Thursday, January 14, 2010

Paging Basil Hart

The State of Alaska sued Mercer over an actuarial error and Mercer's concealing it, Gretchen Morgenson at the NYT, 20 December 2009: http://www.nytimes.com/2009/12/20/business/20gret.html. "'Following standard Mercer policies designed to prevent clients from discovering Mercer's errors,' Alaska's lawyers contend, 'Mercer's actuaries carefully avoided creating a written record of their discussions and calculations, in order, one of them testified, to avoid creating a "trace"," my emphasis. Interesting. Did Deloitte & Touche (D&T), Mercer's CPAs know this, i.e., Mercer's records are incomplete and Mercer's policy was to have incomplete records? Did Mercer violate the Foreign Corrupt Practices Act? Should Mercer's incompete records be admitted against it in all future litigation, i.e., no Mercer record should be subject to the "books and records exception: FRE 803. Does this reflect on Mercer's management's integrity, well, D&T? As Basil Hart wrote, "pure documentary history seems to me akin to mythology", my 7 February 2008 post:

Explain this to some PCAOB idiot, that's right, idiot. "You mean CPA workpapers can mean nothing"? Yes boys and girls. Hart continues, "Many are the gaps to be found in official archives, token of documents destroyed later to conceal what might impair a commander's reputation". Can you not trust a set of CPAs workpapers, even the Big 87654's, are complete? Yes. That you may not presume PCAOB inspection files are complete? You betcha.

1 comment:

Anonymous said...

"Many are the gaps to be found in official archives, token of documents destroyed later to conceal what might impair a commander's reputation"

No... people would destroy documents?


Exercise:
Return all of the entries below, word for word. Omit each picture.

··· Provided data

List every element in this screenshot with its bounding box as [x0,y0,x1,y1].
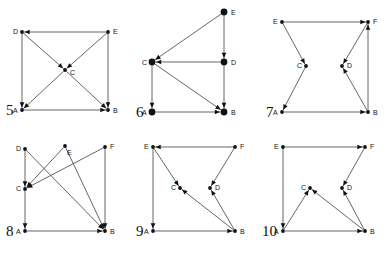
node-label-C: C [142,59,147,66]
node-dot-C [178,186,182,190]
arrowhead-D-to-A [20,102,25,107]
arrowhead-A-to-B [227,229,232,234]
node-E[interactable]: E [63,144,72,156]
edge-E-to-C [283,24,305,65]
node-E[interactable]: E [221,9,236,16]
graph-canvas-9: ABCDEF9 [130,136,260,272]
node-F[interactable]: F [233,143,244,150]
node-B[interactable]: B [363,228,375,235]
figure-number-5: 5 [6,102,14,118]
node-label-E: E [144,143,149,150]
node-D[interactable]: D [208,184,220,191]
node-dot-A [280,110,284,114]
edge-A-to-B [24,108,106,113]
node-dot-E [281,145,285,149]
edge-F-to-E [155,145,233,150]
node-label-D: D [215,184,220,191]
edge-D-to-A [20,34,25,108]
edge-E-to-D [222,15,227,58]
node-label-D: D [16,145,21,152]
figure-number-8: 8 [6,223,14,239]
node-dot-A [23,229,27,233]
arrowhead-A-to-B [357,229,362,234]
edge-E-to-C [66,33,106,68]
figure-number-7: 7 [266,104,274,120]
node-dot-F [103,145,107,149]
graph-figure-8: ABCDEF8 [0,136,130,272]
node-D[interactable]: D [221,59,236,66]
graph-figure-7: ABCDEF7 [260,0,389,136]
edge-E-to-F [284,20,366,25]
node-dot-C [23,187,27,191]
node-label-F: F [110,143,114,150]
arrowhead-D-to-C [23,181,28,186]
node-D[interactable]: D [340,62,352,69]
arrowhead-E-to-F [360,20,365,25]
node-label-C: C [16,185,21,192]
node-dot-E [151,145,155,149]
edge-F-to-D [343,149,364,187]
node-label-D: D [347,184,352,191]
arrowhead-E-to-B [106,102,111,107]
node-F[interactable]: F [363,143,374,150]
node-C[interactable]: C [297,62,308,69]
node-dot-D [340,186,344,190]
figure-sheet: ABCDE5ABCDE6ABCDEF7ABCDEF8ABCDEF9ABCDEF1… [0,0,389,273]
node-dot-A [149,109,156,116]
arrowhead-F-to-E [156,145,161,150]
edge-E-to-A [281,149,286,229]
node-A[interactable]: A [142,109,155,116]
node-D[interactable]: D [340,184,352,191]
edge-E-to-C [155,14,221,60]
node-dot-E [63,144,67,148]
node-label-C: C [301,184,306,191]
graph-canvas-7: ABCDEF7 [260,0,389,136]
node-dot-D [20,30,24,34]
node-label-D: D [347,62,352,69]
arrowhead-A-to-B [97,229,102,234]
graph-figure-9: ABCDEF9 [130,136,260,272]
node-C[interactable]: C [301,184,312,191]
node-dot-D [221,59,228,66]
node-dot-C [149,59,156,66]
node-A[interactable]: A [273,109,284,116]
node-label-B: B [373,109,378,116]
node-dot-A [281,229,285,233]
edge-E-to-F [285,145,363,150]
edge-B-to-C [311,189,363,230]
node-label-B: B [231,109,236,116]
node-E[interactable]: E [273,18,284,25]
edge-E-to-B [66,148,104,230]
arrowhead-C-to-A [23,223,28,228]
node-dot-C [63,68,67,72]
edge-E-to-C [154,149,179,187]
node-B[interactable]: B [233,228,245,235]
node-C[interactable]: C [142,59,155,66]
edge-B-to-D [211,190,234,230]
graph-canvas-6: ABCDE6 [130,0,260,136]
edge-E-to-B [106,34,111,108]
edge-B-to-D [343,190,364,230]
node-dot-B [106,108,110,112]
edge-A-to-B [284,110,366,115]
node-label-A: A [144,228,149,235]
node-C[interactable]: C [171,184,182,191]
node-label-C: C [70,69,75,76]
graph-canvas-5: ABCDE5 [0,0,130,136]
node-C[interactable]: C [63,68,75,76]
node-dot-E [280,20,284,24]
node-B[interactable]: B [221,109,236,116]
node-label-E: E [273,18,278,25]
node-label-B: B [110,228,115,235]
node-dot-F [363,145,367,149]
node-dot-D [23,147,27,151]
node-dot-C [304,64,308,68]
node-dot-E [106,30,110,34]
edge-B-to-F [366,24,371,110]
graph-figure-10: ABCDEF10 [260,136,389,272]
arrowhead-D-to-C [156,60,161,65]
node-dot-E [221,9,228,16]
node-label-E: E [113,28,118,35]
edge-F-to-D [211,149,234,187]
edge-C-to-B [155,64,221,110]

······

Response for this exercise:
List every element in this screenshot with its bounding box as [x0,y0,x1,y1].
node-label-C: C [142,59,147,66]
node-dot-C [178,186,182,190]
arrowhead-D-to-A [20,102,25,107]
arrowhead-A-to-B [227,229,232,234]
node-E[interactable]: E [63,144,72,156]
edge-E-to-C [283,24,305,65]
node-E[interactable]: E [221,9,236,16]
graph-canvas-9: ABCDEF9 [130,136,260,272]
node-F[interactable]: F [233,143,244,150]
node-B[interactable]: B [363,228,375,235]
figure-number-5: 5 [6,102,14,118]
node-label-E: E [144,143,149,150]
node-D[interactable]: D [208,184,220,191]
node-dot-A [280,110,284,114]
edge-A-to-B [24,108,106,113]
node-dot-E [281,145,285,149]
edge-F-to-E [155,145,233,150]
node-label-D: D [215,184,220,191]
edge-D-to-A [20,34,25,108]
edge-E-to-D [222,15,227,58]
node-label-D: D [16,145,21,152]
figure-number-8: 8 [6,223,14,239]
node-dot-A [23,229,27,233]
arrowhead-A-to-B [357,229,362,234]
edge-E-to-C [66,33,106,68]
figure-number-7: 7 [266,104,274,120]
node-dot-F [103,145,107,149]
graph-figure-8: ABCDEF8 [0,136,130,272]
node-D[interactable]: D [221,59,236,66]
graph-figure-7: ABCDEF7 [260,0,389,136]
edge-E-to-F [284,20,366,25]
node-dot-C [23,187,27,191]
node-label-F: F [110,143,114,150]
arrowhead-D-to-C [23,181,28,186]
node-D[interactable]: D [340,62,352,69]
arrowhead-E-to-F [360,20,365,25]
node-label-C: C [16,185,21,192]
node-dot-E [151,145,155,149]
edge-F-to-D [343,149,364,187]
node-label-D: D [347,184,352,191]
arrowhead-E-to-B [106,102,111,107]
node-F[interactable]: F [363,143,374,150]
node-C[interactable]: C [297,62,308,69]
node-dot-D [340,186,344,190]
figure-sheet: ABCDE5ABCDE6ABCDEF7ABCDEF8ABCDEF9ABCDEF1… [0,0,389,273]
node-dot-A [149,109,156,116]
arrowhead-F-to-E [156,145,161,150]
edge-E-to-A [281,149,286,229]
node-A[interactable]: A [142,109,155,116]
node-D[interactable]: D [340,184,352,191]
edge-E-to-C [155,14,221,60]
node-dot-E [63,144,67,148]
node-label-C: C [301,184,306,191]
graph-canvas-7: ABCDEF7 [260,0,389,136]
node-dot-D [20,30,24,34]
node-label-D: D [347,62,352,69]
arrowhead-A-to-B [97,229,102,234]
graph-figure-9: ABCDEF9 [130,136,260,272]
node-C[interactable]: C [301,184,312,191]
node-dot-D [221,59,228,66]
node-dot-C [149,59,156,66]
node-A[interactable]: A [273,109,284,116]
node-label-B: B [373,109,378,116]
node-dot-A [281,229,285,233]
edge-E-to-F [285,145,363,150]
edge-B-to-C [311,189,363,230]
node-label-B: B [231,109,236,116]
node-E[interactable]: E [273,18,284,25]
edge-E-to-B [66,148,104,230]
arrowhead-C-to-A [23,223,28,228]
node-dot-C [63,68,67,72]
edge-E-to-C [154,149,179,187]
node-B[interactable]: B [233,228,245,235]
node-C[interactable]: C [142,59,155,66]
edge-B-to-D [211,190,234,230]
graph-canvas-6: ABCDE6 [130,0,260,136]
edge-E-to-B [106,34,111,108]
edge-B-to-D [343,190,364,230]
node-dot-B [106,108,110,112]
edge-A-to-B [284,110,366,115]
node-label-A: A [144,228,149,235]
node-C[interactable]: C [171,184,182,191]
node-label-C: C [70,69,75,76]
graph-canvas-5: ABCDE5 [0,0,130,136]
node-C[interactable]: C [63,68,75,76]
node-dot-E [280,20,284,24]
node-B[interactable]: B [221,109,236,116]
node-label-E: E [273,18,278,25]
node-label-B: B [110,228,115,235]
node-dot-F [363,145,367,149]
node-dot-D [23,147,27,151]
node-dot-C [304,64,308,68]
node-dot-E [106,30,110,34]
edge-B-to-F [366,24,371,110]
graph-figure-10: ABCDEF10 [260,136,389,272]
arrowhead-D-to-C [156,60,161,65]
node-dot-E [221,9,228,16]
node-label-E: E [113,28,118,35]
edge-F-to-D [211,149,234,187]
edge-C-to-B [155,64,221,110]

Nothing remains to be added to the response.